American Politics Journal

Golden Lawbreakers Revisited
Even David Broder Calls Usurper Boy on His "Stealth Partisanship"
By Tamara Baker

Jan. 4, 2001 -- SAINT PAUL, MINNESOTA (APJP) -- Remember how, not quite a year ago, I described how the incoming unelected junta had decided to scrap Clinton-era rules preventing the Federal government from awarding contracts to known environmental, labor or equal-employment scofflaws?

Well, guess who's using "the fog of war" to make it official!  As David Broder says in his 01/01/02 Washington Post column:

It was a classic stealth maneuver -- and it worked. Two days after Christmas, with President Bush at his Texas ranch and most of official Washington on vacation, the White House announced the rejection of regulations that would have barred companies that repeatedly violate environmental and workplace standards from receiving government contracts.

Yupper.

This was so stinky a trick that even David Broder, who like most of the WP scribes usually goes out of his way to give Usurper Boy and his crew every benefit of every doubt, had to mention it.

But here -- let me let Mr. Broder tell you, in his own words:

Few in the press noticed, and those papers that printed anything about the decision buried the stories on inside pages. But this was no trivial matter. A congressional report had found that in one recent year, the federal government had awarded $38 billion in contracts to at least 261 corporations operating unsafe or unhealthy work sites. The regulations Bush killed were designed to stop that.

Which is exactly why he killed them.

And, as Broder says:

This is a classic example of the difference between the parties. These particular rules were issued at the very end of the Clinton administration, after being published in draft form 18 months earlier. Former vice president Al Gore had publicly promised organized labor he would see that they were finished before he left that office.

Business opposed them, and Bush suspended them barely two months after he moved in, finally killing them last week. The move was a companion to the earlier 2001 action by the House and Senate, both then controlled by the Republicans, in setting aside Clinton administration regulations on ergonomics, designed to protect workers from repetitive motion injuries. The Chamber of Commerce and similar groups led the fight to spike them, too.

Of course, back in March, Usurper Boy's people promised that "more reasonable" regulations would soon be set forth by the Bush Junta. But guess what Mr. Broder found?

A phone call to the Labor Department last week elicited the information that no new regulations have been issued, and no one could say when they will be.

That is the game: Kill the rules you don't like quickly and quietly, then take your sweet time writing new ones. Don't worry about how many strained backs or stiff wrists people suffer in the meantime. And now, don't worry if the companies that tolerate unsafe conditions are getting fat government contracts at the same time.

As Mr. Broder later goes on to say, this is why it matters which party holds the White House.

Something to contemplate, when you can't tell the difference between Dems and Reps.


# What the task requires
What you give back should be only the lines from the one holding "This is a 1024px×768px" through the final line of the records, each reproduced exactly.
Data provided START
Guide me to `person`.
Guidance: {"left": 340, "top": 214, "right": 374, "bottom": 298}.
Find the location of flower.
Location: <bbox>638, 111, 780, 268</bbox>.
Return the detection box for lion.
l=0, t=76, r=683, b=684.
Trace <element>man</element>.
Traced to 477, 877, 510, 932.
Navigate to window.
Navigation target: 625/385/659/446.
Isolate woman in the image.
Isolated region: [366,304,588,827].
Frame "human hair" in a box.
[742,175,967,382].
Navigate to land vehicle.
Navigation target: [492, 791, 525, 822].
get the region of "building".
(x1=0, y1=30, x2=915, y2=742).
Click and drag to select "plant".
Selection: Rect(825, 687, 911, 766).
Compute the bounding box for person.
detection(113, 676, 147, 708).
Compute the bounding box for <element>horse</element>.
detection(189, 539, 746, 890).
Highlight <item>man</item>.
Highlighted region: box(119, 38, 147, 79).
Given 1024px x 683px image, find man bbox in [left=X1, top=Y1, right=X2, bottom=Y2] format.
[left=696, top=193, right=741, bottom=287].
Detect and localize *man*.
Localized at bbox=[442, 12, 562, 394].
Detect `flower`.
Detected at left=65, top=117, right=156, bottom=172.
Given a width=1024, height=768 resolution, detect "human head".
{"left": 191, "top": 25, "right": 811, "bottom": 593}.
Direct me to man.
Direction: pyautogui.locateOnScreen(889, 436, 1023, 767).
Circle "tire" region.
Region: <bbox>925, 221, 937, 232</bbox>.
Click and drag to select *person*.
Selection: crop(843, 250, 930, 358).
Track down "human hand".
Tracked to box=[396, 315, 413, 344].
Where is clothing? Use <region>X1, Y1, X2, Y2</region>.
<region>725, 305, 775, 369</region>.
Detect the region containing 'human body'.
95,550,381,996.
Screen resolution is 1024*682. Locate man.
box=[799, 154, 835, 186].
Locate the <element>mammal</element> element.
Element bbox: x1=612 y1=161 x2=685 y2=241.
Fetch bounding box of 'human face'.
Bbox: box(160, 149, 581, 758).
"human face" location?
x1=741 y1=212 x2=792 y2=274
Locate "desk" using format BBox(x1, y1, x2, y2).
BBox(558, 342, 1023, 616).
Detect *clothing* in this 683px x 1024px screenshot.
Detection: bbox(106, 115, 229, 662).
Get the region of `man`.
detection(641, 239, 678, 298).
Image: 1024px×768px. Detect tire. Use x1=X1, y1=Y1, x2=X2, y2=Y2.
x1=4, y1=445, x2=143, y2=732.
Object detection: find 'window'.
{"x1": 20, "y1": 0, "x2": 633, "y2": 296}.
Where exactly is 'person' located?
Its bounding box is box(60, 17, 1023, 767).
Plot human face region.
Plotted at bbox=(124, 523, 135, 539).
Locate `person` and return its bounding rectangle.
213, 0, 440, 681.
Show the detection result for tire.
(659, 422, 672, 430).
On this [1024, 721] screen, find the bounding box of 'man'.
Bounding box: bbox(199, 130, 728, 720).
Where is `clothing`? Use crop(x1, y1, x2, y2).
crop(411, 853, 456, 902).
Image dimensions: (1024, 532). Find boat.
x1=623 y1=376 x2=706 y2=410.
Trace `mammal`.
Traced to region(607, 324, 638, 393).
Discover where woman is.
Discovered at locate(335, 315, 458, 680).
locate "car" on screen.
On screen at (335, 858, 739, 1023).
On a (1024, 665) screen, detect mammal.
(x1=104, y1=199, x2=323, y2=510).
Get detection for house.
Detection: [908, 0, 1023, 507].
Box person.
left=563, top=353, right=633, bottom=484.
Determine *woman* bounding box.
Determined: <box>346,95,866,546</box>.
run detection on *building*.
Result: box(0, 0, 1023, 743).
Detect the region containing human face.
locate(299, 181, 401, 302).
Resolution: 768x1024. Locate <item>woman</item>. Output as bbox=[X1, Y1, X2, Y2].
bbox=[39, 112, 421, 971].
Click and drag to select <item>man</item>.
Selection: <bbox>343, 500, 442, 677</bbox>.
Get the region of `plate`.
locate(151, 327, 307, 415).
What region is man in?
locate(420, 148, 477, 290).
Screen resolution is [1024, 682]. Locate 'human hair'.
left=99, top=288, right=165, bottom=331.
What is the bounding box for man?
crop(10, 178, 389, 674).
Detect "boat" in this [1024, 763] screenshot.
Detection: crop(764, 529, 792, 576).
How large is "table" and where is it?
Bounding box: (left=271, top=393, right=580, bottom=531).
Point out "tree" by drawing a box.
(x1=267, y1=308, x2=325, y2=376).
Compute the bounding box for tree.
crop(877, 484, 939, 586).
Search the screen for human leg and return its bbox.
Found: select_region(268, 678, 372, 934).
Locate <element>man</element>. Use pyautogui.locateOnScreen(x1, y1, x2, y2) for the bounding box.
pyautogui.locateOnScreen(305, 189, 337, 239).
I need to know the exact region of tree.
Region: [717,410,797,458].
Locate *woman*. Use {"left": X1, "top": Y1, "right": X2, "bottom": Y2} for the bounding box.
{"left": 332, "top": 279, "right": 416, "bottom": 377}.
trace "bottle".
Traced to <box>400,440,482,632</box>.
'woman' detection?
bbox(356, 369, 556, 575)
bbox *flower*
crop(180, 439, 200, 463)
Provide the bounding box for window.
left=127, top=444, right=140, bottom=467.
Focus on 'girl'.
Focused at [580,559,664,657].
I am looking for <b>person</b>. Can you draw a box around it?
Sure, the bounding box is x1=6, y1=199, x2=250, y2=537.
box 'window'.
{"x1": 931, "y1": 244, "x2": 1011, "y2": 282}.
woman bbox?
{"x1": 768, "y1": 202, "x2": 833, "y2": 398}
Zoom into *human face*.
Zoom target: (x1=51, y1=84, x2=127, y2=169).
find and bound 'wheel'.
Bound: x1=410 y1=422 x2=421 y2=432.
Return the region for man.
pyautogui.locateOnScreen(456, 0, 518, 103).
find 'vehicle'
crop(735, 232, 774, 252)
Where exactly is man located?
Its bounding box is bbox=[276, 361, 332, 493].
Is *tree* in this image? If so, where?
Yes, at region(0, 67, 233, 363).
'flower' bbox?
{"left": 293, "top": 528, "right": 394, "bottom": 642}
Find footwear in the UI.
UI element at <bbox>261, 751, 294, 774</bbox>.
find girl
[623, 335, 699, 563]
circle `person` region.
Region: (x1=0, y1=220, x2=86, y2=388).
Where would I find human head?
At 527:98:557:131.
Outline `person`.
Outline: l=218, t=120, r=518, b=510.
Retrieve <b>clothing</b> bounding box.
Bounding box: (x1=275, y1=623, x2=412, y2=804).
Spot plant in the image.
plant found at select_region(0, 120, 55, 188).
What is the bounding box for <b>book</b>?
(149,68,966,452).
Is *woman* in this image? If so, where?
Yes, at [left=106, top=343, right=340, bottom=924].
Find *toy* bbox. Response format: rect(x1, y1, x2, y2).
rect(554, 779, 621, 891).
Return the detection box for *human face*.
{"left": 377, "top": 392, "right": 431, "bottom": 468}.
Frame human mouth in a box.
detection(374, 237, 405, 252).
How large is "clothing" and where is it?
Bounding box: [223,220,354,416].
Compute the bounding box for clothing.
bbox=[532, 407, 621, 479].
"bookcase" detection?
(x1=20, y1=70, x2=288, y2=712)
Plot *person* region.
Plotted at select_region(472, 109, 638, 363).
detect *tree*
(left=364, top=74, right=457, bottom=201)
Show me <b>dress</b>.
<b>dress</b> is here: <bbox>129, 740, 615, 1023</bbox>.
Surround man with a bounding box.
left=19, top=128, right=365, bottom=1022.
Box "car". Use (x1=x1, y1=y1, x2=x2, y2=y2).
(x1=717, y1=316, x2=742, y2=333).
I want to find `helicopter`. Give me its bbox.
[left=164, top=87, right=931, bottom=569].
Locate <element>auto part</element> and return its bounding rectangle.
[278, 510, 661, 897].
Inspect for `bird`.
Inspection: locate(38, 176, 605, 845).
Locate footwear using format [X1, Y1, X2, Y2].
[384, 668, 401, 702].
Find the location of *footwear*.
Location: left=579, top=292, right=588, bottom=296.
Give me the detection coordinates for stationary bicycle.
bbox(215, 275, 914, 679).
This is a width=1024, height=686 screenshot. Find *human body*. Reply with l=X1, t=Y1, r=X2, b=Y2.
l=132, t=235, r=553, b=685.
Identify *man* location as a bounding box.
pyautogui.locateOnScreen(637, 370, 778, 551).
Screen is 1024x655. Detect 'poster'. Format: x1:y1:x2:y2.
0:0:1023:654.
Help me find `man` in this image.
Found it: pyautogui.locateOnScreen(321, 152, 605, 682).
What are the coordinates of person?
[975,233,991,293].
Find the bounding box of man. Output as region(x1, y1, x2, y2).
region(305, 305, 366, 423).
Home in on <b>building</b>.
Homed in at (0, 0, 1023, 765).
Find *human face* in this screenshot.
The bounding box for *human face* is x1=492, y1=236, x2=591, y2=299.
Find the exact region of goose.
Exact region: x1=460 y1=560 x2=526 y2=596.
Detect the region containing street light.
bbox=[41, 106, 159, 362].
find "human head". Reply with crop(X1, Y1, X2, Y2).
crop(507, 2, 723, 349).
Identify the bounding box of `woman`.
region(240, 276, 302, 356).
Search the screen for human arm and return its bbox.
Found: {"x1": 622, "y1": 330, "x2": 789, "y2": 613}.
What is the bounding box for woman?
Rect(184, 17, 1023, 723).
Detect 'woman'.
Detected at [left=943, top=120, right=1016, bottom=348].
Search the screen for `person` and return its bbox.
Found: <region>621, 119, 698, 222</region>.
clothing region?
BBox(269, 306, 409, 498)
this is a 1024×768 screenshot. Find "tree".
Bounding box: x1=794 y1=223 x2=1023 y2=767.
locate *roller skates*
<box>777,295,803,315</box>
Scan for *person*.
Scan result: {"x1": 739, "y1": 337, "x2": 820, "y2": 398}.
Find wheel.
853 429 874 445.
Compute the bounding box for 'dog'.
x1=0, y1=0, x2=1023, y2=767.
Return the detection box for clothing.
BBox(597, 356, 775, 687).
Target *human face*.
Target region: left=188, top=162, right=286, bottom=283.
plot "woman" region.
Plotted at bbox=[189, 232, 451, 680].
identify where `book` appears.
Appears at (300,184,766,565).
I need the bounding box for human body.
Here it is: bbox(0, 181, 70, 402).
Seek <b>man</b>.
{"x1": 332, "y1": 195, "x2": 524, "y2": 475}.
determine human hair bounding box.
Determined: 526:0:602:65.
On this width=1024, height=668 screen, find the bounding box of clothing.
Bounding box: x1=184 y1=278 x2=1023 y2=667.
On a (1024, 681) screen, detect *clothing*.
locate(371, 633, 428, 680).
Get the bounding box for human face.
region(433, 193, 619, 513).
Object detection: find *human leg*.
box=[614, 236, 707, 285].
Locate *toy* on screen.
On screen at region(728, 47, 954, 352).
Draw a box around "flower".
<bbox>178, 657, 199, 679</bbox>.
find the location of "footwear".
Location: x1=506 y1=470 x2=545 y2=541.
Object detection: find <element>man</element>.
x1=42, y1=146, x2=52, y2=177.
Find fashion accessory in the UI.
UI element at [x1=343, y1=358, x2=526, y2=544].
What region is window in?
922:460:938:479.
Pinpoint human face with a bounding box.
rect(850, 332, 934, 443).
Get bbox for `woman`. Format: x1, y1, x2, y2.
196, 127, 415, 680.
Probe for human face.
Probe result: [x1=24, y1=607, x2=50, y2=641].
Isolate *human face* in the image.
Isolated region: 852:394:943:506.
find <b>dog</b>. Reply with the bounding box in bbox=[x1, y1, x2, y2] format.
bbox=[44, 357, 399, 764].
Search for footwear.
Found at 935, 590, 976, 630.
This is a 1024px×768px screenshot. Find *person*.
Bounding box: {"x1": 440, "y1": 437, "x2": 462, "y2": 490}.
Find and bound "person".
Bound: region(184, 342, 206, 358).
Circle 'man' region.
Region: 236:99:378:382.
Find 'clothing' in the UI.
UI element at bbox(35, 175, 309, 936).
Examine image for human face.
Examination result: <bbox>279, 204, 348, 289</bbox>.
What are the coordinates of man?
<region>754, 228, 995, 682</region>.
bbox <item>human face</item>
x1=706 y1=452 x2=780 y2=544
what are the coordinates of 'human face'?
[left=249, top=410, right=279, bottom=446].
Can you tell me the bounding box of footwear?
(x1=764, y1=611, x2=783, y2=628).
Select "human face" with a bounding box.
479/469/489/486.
Data provided END
# Completed task
This is a 1024px×768px screenshot. Find *person*.
Bounding box: {"x1": 440, "y1": 437, "x2": 462, "y2": 490}.
Find and bound "person".
Bound: region(184, 342, 206, 358).
Circle 'man' region.
Region: 236:99:378:382.
Find 'clothing' in the UI.
UI element at bbox(35, 175, 309, 936).
Examine image for human face.
Examination result: <bbox>279, 204, 348, 289</bbox>.
What are the coordinates of man?
<region>754, 228, 995, 682</region>.
bbox <item>human face</item>
x1=706 y1=452 x2=780 y2=544
what are the coordinates of 'human face'?
[left=249, top=410, right=279, bottom=446].
Can you tell me the bounding box of footwear?
(x1=764, y1=611, x2=783, y2=628).
Select "human face" with a bounding box.
479/469/489/486.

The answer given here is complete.